In a windows terminal run

 git config --global credential.helper wincred

In a WSL terminal,

git config --global user.email "[email protected]"
git config --global user.name "Your Name"
git config --global credential.helper "/mnt/c/Program\ Files/Git/mingw64/libexec/git-core/git-credential-wincred.exe"

(see more details in Sharing Credentials )

To open the WSL in VS Code

  • Click on the "><" icon on the bottom left hand corner, and open the remote folder in your WSL image (e.g. ~/lecture-source-jl)
  • Choose "TERMINAL" to open a WSL terminal, and run any of the above jupinx or make commands.

Prerequisities

  1. Start within your home directory

  2. Go to your home directory and make sure key dependencies are installed

cd ~
sudo sudo apt update
apt-get upgrade
sudo apt install make gcc unzip
sudo apt-get update
sudo apt-get install libxt6 libxrender1 libgl1-mesa-glx libqt5widgets5 
  1. Install Conda

    • In the Ubuntu terminal, first install python/etc. tools
    wget https://repo.anaconda.com/archive/Anaconda3-2020.02-Linux-x86_64.sh
    bash Anaconda3-2020.02-Linux-x86_64.sh
    • Create a directory .conda by running mkdir ~/.conda if the warning "Unable to register the environment" shows up
  2. The installation will take time. You should:

    • accept default paths
    • accept licensing terms
    • IMPORTANT Manually choose yes to have it do the conda init
    • Delete the installation file
      sudo pip install --upgrade --force-reinstall pyzmq
      rm Anaconda3-2020.02-Linux-x86_64.sh
  3. Install Julia

wget -qO- https://julialang-s3.julialang.org/bin/linux/x64/1.4/julia-1.4.1-linux-x86_64.tar.gz | tar -xzv
  1. Assuming you installed anaconda in your home directory then,
  • Within your home directory modify the .bashrc
    • Use VSCode Remote on Windows or
    • edit .bashrc. This opens Vim. Go to the bottom of the file, and type i to enter insert mode.
  • Add something like the following:
export PATH=~/anaconda3/bin:~/julia-1.4.1/bin:$PATH

Hit <Esc> to exit insert mode, and then type :x to save and exit.

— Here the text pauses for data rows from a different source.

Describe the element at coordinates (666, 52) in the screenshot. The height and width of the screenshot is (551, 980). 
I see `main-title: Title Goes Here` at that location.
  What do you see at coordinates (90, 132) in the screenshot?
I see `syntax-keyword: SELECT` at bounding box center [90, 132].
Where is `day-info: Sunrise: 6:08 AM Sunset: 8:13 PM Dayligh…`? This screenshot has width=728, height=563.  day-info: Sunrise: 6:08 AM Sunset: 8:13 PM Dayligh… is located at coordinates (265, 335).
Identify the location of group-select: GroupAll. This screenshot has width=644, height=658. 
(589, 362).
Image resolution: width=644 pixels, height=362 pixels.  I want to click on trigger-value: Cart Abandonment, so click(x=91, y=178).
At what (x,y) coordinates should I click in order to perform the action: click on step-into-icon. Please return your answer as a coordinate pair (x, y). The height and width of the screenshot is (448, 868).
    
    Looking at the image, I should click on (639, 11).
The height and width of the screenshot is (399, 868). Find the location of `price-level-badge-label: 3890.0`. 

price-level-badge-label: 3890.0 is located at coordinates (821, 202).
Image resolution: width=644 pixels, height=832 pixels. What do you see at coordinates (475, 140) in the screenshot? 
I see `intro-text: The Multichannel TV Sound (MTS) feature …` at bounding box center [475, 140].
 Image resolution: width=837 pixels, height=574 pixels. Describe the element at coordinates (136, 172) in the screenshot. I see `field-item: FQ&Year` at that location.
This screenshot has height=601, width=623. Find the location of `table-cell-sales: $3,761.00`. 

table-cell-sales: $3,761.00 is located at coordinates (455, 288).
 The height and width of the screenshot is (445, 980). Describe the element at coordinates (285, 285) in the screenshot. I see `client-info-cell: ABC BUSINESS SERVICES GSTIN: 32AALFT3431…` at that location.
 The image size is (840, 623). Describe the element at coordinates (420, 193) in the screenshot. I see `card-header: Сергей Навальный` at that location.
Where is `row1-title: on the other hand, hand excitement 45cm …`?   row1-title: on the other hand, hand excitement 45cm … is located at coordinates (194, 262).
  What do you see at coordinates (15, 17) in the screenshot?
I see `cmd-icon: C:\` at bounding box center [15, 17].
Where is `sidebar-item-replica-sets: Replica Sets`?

Then, from your terminal, run source .bashrc to load the changes in the current WSL terminal.

  1. Install Jupinx and deps
conda upgrade conda
conda install dask distributed
pip install jupinx sphinxcontrib.bibtex jupinx guzzle_sphinx_theme
  1. Clone the repo to your preferred location (note that WSL+vscode+ssh cloning has bugs, so use https)
git clone https://github.com/QuantEcon/lecture-source-jl

Precompile the packages used by the lectures before building. To do this:

  1. (Optional) Delete your ~/.julia folder to start fresh.

  2. In a Julia REPL (i.e. julia in terminal if your .bashrc was edited above), run

] add InstantiateFromURL IJulia; precompile
  1. Start a new REPL

(If you didn't run the package compilation step, then cd lecture-source-jl/source/rst) In the REPL, run

] activate .; instantiate; precompile

This will take a long time to run. You can safely ignore build errors for Electron

Building

There are a few different targets, notably:

  • make website, which will generate Jupyter, execute notebooks, and then turn that into HTML

  • make coverage, which will do steps (1) and (2) above (with otherwise hidden unit tests), and then generate a report about which notebooks fail.

  • make preview, which will do steps (1), (2), and (3) above and then fire up a local HTTP server.

  • jupinx -w --files source/rst/getting_started_julia/julia_by_example.rst, or any other .rst for a single file

In vscode, the Live Server allows you to watch an output HTML file. Install the extension (in WSL if required) and after generating the HTML, right click on it and say "Open with Live Server"

Options and Special Cases

Specifying parallel execution (i.e., make coverage parallel=8) will use 8 cores instead of 1. This leads to a notable speedup in build times. (There are some zmq errors that sporadically pop up at very high core counts, i.e. above 8.)

You can build only a few notebooks by jupinx -w --files source/rst/<file>.rst.